Professor Fearful of Attack

This article is from the archive of The New York Sun before the launch of its new website in 2022. The Sun has neither altered nor updated such articles but will seek to correct any errors, mis-categorizations or other problems introduced during transfer.

The New York Sun

After receiving an e-mail from a Columbia University graduate student accusing him of anti-Semitism, the chairman of Columbia’s Department of Middle East and Asian languages and cultures told university officials he felt physically threatened by the student and urged them to alert school security.


Columbia’s provost, Alan Brinkley, told the professor, Hamid Dabashi, he was overreacting, and declined to notify security about the letter from the student, according to an e-mail obtained by The New York Sun.


Mr. Dabashi, whose department at Columbia has come under public scrutiny for its promotion of anti-Israel sentiment and its alleged harassment of Jewish students, was responding to an e-mail he received in late September from Victor Luria, a Ph.D. student who works in a Columbia genetics lab.


Mr. Luria, who is originally from Romania and served in the Israeli army for six months in 1998, wrote to him expressing anger over a long essay Mr. Dabashi published in an Egyptian newspaper, Al-Ahram, implying that Israeli soldiers from Africa suffered from racism.


In his essay, a tribute to Edward Said, a prominent Palestinian who taught at Columbia until his death in September 2003,and an account of his trip to Israel to take part in a Palestinian Arab film festival, Mr. Dabashi describes his encounter in East Jerusalem with a “white soldier in a position of obvious authority and two black soldiers beholden to him.”


After he asked the white soldier a question, “We were like three mesmerized pigeons now under the spell of a cobra – waiting for his move,” he wrote.


In the essay, Mr. Dabashi also says Israel has “melted” the humanity of Muslims “in this fearful furnace into nullity beyond human recognition.”


He continues: “What they call ‘Israel’ is no mere military state. A subsumed militarism, a systemic mendacity with an ingrained violence constitutional to the very fusion of its fabric, has penetrated the deepest corners of what these people have to call their ‘soul.’ “


In his letter, Mr. Luria accused Mr. Dabashi – whom the student said he has never met – of “lying” about racism in Israel.


“I served in the israeli army, and I was under the command of a black officer (although such racist terms and categories are entirely a product of your mind – we never refer in Israel to whites and blacks),” his e-mail reads. “I have rarely seen such a revolting excerpt of anti-semitism as your article in Al-Ahram.”


The following day, according to the date stamp on an e-mail obtained by the Sun, Mr. Dabashi forwarded the student’s letter to several top Columbia officials, including Mr. Brinkley.


“Given the military record of this person, I also feel physically threatened,” he wrote. “I would be grateful if Columbia Security were also to be informed of this slanderous attack against my character and appropriate measures taken to protect my person from a potential attack by a militant slanderer.”


The professor concluded that “for the time being,” he would refrain from contacting the police. Mr. Brinkley apparently dismissed Mr. Dabashi’s concerns about security. In his response, sent to the professor and the student, he said he found “nothing threatening” in Mr. Luria’s message.


“I’m sorry this attack has occurred, but you are no stranger to controversy and have encountered such ad hominem criticism before,” the provost wrote. “This is one of the unhappy prices of a public life, and I would recommend ignoring Mr. Luria (whom I do not know).” The message was signed: “Yours, Alan.”


Columbia’s president, Lee Bollinger, has since tapped Mr. Brinkley to lead an internal investigation into whether faculty members in Mr. Dabashi’s department have intimidated and harassed Jewish students in their classes. The investigation, which has attracted national attention, was prompted by the release of a documentary film in which Columbia students alleged abuses by Columbia professors.


In an interview with the Sun, Mr. Luria said Mr. Dabashi, a scholar of Iranian history, was attempting to “silence” him.


“As a member of the university, I have the right to tell him he’s wrong,” he said. “I see someone who denies the right of Israel to exist as anti-Semitic.”


As chairman of the Middle East studies department, Mr. Dabashi has a large influence over the direction of the department and the awarding of tenure. He has also expressed support for an assistant professor, Joseph Massad, a scholar of modern Arab politics, who is a chief target of student complaints.


Mr. Dabashi and Mr. Brinkley did not answer requests for comment.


◆ **EXERCISE PROMPT**: The goal here is an exact copy of the entries below, without their pictures.

◆ **SOURCE MATERIAL**:
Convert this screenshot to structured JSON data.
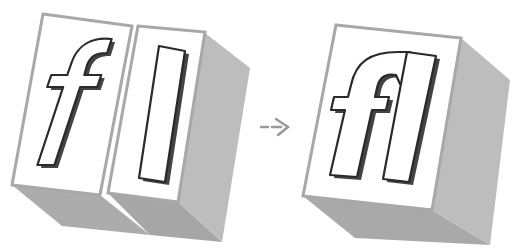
{
  "diagram": {
    "left": {
      "blocks": [
        {
          "glyph": "f"
        },
        {
          "glyph": "l"
        }
      ]
    },
    "arrow": {
      "icon": "dashed-arrow-right-icon"
    },
    "right": {
      "blocks": [
        {
          "glyph": "fl"
        }
      ]
    }
  },
  "colors": {
    "face": "#ffffff",
    "face_border": "#a8a8a8",
    "side": "#bdbdbd",
    "bottom": "#a9a9a9",
    "glyph_stroke": "#2a2a2a",
    "glyph_shadow": "#555555",
    "arrow": "#9a9a9a"
  }
}
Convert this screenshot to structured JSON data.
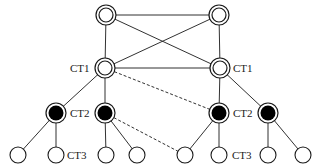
{
  "diagram": {
    "type": "hierarchical network topology",
    "colors": {
      "stroke": "#1a1a1a",
      "fill_white": "#ffffff",
      "fill_black": "#000000"
    },
    "nodes": [
      {
        "id": "top-left",
        "x": 106,
        "y": 15,
        "style": "double-ring"
      },
      {
        "id": "top-right",
        "x": 219,
        "y": 15,
        "style": "double-ring"
      },
      {
        "id": "ct1-left",
        "x": 105,
        "y": 68,
        "style": "double-ring",
        "label": "CT1"
      },
      {
        "id": "ct1-right",
        "x": 220,
        "y": 68,
        "style": "double-ring",
        "label": "CT1"
      },
      {
        "id": "ct2-left-a",
        "x": 56,
        "y": 113,
        "style": "black-ring",
        "label": "CT2"
      },
      {
        "id": "ct2-left-b",
        "x": 105,
        "y": 113,
        "style": "black-ring"
      },
      {
        "id": "ct2-right-a",
        "x": 219,
        "y": 113,
        "style": "black-ring",
        "label": "CT2"
      },
      {
        "id": "ct2-right-b",
        "x": 268,
        "y": 113,
        "style": "black-ring"
      },
      {
        "id": "leaf-1",
        "x": 18,
        "y": 155,
        "style": "plain"
      },
      {
        "id": "leaf-2",
        "x": 56,
        "y": 155,
        "style": "plain",
        "label": "CT3"
      },
      {
        "id": "leaf-3",
        "x": 106,
        "y": 155,
        "style": "plain"
      },
      {
        "id": "leaf-4",
        "x": 137,
        "y": 155,
        "style": "plain"
      },
      {
        "id": "leaf-5",
        "x": 185,
        "y": 155,
        "style": "plain"
      },
      {
        "id": "leaf-6",
        "x": 219,
        "y": 155,
        "style": "plain",
        "label": "CT3"
      },
      {
        "id": "leaf-7",
        "x": 268,
        "y": 155,
        "style": "plain"
      },
      {
        "id": "leaf-8",
        "x": 303,
        "y": 155,
        "style": "plain"
      }
    ],
    "edges": [
      {
        "from": "top-left",
        "to": "top-right",
        "style": "solid"
      },
      {
        "from": "top-left",
        "to": "ct1-left",
        "style": "solid"
      },
      {
        "from": "top-right",
        "to": "ct1-right",
        "style": "solid"
      },
      {
        "from": "top-left",
        "to": "ct1-right",
        "style": "solid"
      },
      {
        "from": "top-right",
        "to": "ct1-left",
        "style": "solid"
      },
      {
        "from": "ct1-left",
        "to": "ct1-right",
        "style": "solid"
      },
      {
        "from": "ct1-left",
        "to": "ct2-left-a",
        "style": "solid"
      },
      {
        "from": "ct1-left",
        "to": "ct2-left-b",
        "style": "solid"
      },
      {
        "from": "ct1-right",
        "to": "ct2-right-a",
        "style": "solid"
      },
      {
        "from": "ct1-right",
        "to": "ct2-right-b",
        "style": "solid"
      },
      {
        "from": "ct1-left",
        "to": "ct2-right-a",
        "style": "dashed"
      },
      {
        "from": "ct2-left-b",
        "to": "leaf-5",
        "style": "dashed"
      },
      {
        "from": "ct2-left-a",
        "to": "leaf-1",
        "style": "solid"
      },
      {
        "from": "ct2-left-a",
        "to": "leaf-2",
        "style": "solid"
      },
      {
        "from": "ct2-left-b",
        "to": "leaf-3",
        "style": "solid"
      },
      {
        "from": "ct2-left-b",
        "to": "leaf-4",
        "style": "solid"
      },
      {
        "from": "ct2-right-a",
        "to": "leaf-5",
        "style": "solid"
      },
      {
        "from": "ct2-right-a",
        "to": "leaf-6",
        "style": "solid"
      },
      {
        "from": "ct2-right-b",
        "to": "leaf-7",
        "style": "solid"
      },
      {
        "from": "ct2-right-b",
        "to": "leaf-8",
        "style": "solid"
      }
    ],
    "labels": [
      {
        "text": "CT1",
        "x": 70,
        "y": 72
      },
      {
        "text": "CT1",
        "x": 233,
        "y": 72
      },
      {
        "text": "CT2",
        "x": 70,
        "y": 117
      },
      {
        "text": "CT2",
        "x": 233,
        "y": 117
      },
      {
        "text": "CT3",
        "x": 67,
        "y": 159
      },
      {
        "text": "CT3",
        "x": 232,
        "y": 159
      }
    ]
  }
}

◆ **YOUR RESPONSE**:
Convert this screenshot to structured JSON data.
{
  "diagram": {
    "left": {
      "blocks": [
        {
          "glyph": "f"
        },
        {
          "glyph": "l"
        }
      ]
    },
    "arrow": {
      "icon": "dashed-arrow-right-icon"
    },
    "right": {
      "blocks": [
        {
          "glyph": "fl"
        }
      ]
    }
  },
  "colors": {
    "face": "#ffffff",
    "face_border": "#a8a8a8",
    "side": "#bdbdbd",
    "bottom": "#a9a9a9",
    "glyph_stroke": "#2a2a2a",
    "glyph_shadow": "#555555",
    "arrow": "#9a9a9a"
  }
}
Convert this screenshot to structured JSON data.
{
  "diagram": {
    "type": "hierarchical network topology",
    "colors": {
      "stroke": "#1a1a1a",
      "fill_white": "#ffffff",
      "fill_black": "#000000"
    },
    "nodes": [
      {
        "id": "top-left",
        "x": 106,
        "y": 15,
        "style": "double-ring"
      },
      {
        "id": "top-right",
        "x": 219,
        "y": 15,
        "style": "double-ring"
      },
      {
        "id": "ct1-left",
        "x": 105,
        "y": 68,
        "style": "double-ring",
        "label": "CT1"
      },
      {
        "id": "ct1-right",
        "x": 220,
        "y": 68,
        "style": "double-ring",
        "label": "CT1"
      },
      {
        "id": "ct2-left-a",
        "x": 56,
        "y": 113,
        "style": "black-ring",
        "label": "CT2"
      },
      {
        "id": "ct2-left-b",
        "x": 105,
        "y": 113,
        "style": "black-ring"
      },
      {
        "id": "ct2-right-a",
        "x": 219,
        "y": 113,
        "style": "black-ring",
        "label": "CT2"
      },
      {
        "id": "ct2-right-b",
        "x": 268,
        "y": 113,
        "style": "black-ring"
      },
      {
        "id": "leaf-1",
        "x": 18,
        "y": 155,
        "style": "plain"
      },
      {
        "id": "leaf-2",
        "x": 56,
        "y": 155,
        "style": "plain",
        "label": "CT3"
      },
      {
        "id": "leaf-3",
        "x": 106,
        "y": 155,
        "style": "plain"
      },
      {
        "id": "leaf-4",
        "x": 137,
        "y": 155,
        "style": "plain"
      },
      {
        "id": "leaf-5",
        "x": 185,
        "y": 155,
        "style": "plain"
      },
      {
        "id": "leaf-6",
        "x": 219,
        "y": 155,
        "style": "plain",
        "label": "CT3"
      },
      {
        "id": "leaf-7",
        "x": 268,
        "y": 155,
        "style": "plain"
      },
      {
        "id": "leaf-8",
        "x": 303,
        "y": 155,
        "style": "plain"
      }
    ],
    "edges": [
      {
        "from": "top-left",
        "to": "top-right",
        "style": "solid"
      },
      {
        "from": "top-left",
        "to": "ct1-left",
        "style": "solid"
      },
      {
        "from": "top-right",
        "to": "ct1-right",
        "style": "solid"
      },
      {
        "from": "top-left",
        "to": "ct1-right",
        "style": "solid"
      },
      {
        "from": "top-right",
        "to": "ct1-left",
        "style": "solid"
      },
      {
        "from": "ct1-left",
        "to": "ct1-right",
        "style": "solid"
      },
      {
        "from": "ct1-left",
        "to": "ct2-left-a",
        "style": "solid"
      },
      {
        "from": "ct1-left",
        "to": "ct2-left-b",
        "style": "solid"
      },
      {
        "from": "ct1-right",
        "to": "ct2-right-a",
        "style": "solid"
      },
      {
        "from": "ct1-right",
        "to": "ct2-right-b",
        "style": "solid"
      },
      {
        "from": "ct1-left",
        "to": "ct2-right-a",
        "style": "dashed"
      },
      {
        "from": "ct2-left-b",
        "to": "leaf-5",
        "style": "dashed"
      },
      {
        "from": "ct2-left-a",
        "to": "leaf-1",
        "style": "solid"
      },
      {
        "from": "ct2-left-a",
        "to": "leaf-2",
        "style": "solid"
      },
      {
        "from": "ct2-left-b",
        "to": "leaf-3",
        "style": "solid"
      },
      {
        "from": "ct2-left-b",
        "to": "leaf-4",
        "style": "solid"
      },
      {
        "from": "ct2-right-a",
        "to": "leaf-5",
        "style": "solid"
      },
      {
        "from": "ct2-right-a",
        "to": "leaf-6",
        "style": "solid"
      },
      {
        "from": "ct2-right-b",
        "to": "leaf-7",
        "style": "solid"
      },
      {
        "from": "ct2-right-b",
        "to": "leaf-8",
        "style": "solid"
      }
    ],
    "labels": [
      {
        "text": "CT1",
        "x": 70,
        "y": 72
      },
      {
        "text": "CT1",
        "x": 233,
        "y": 72
      },
      {
        "text": "CT2",
        "x": 70,
        "y": 117
      },
      {
        "text": "CT2",
        "x": 233,
        "y": 117
      },
      {
        "text": "CT3",
        "x": 67,
        "y": 159
      },
      {
        "text": "CT3",
        "x": 232,
        "y": 159
      }
    ]
  }
}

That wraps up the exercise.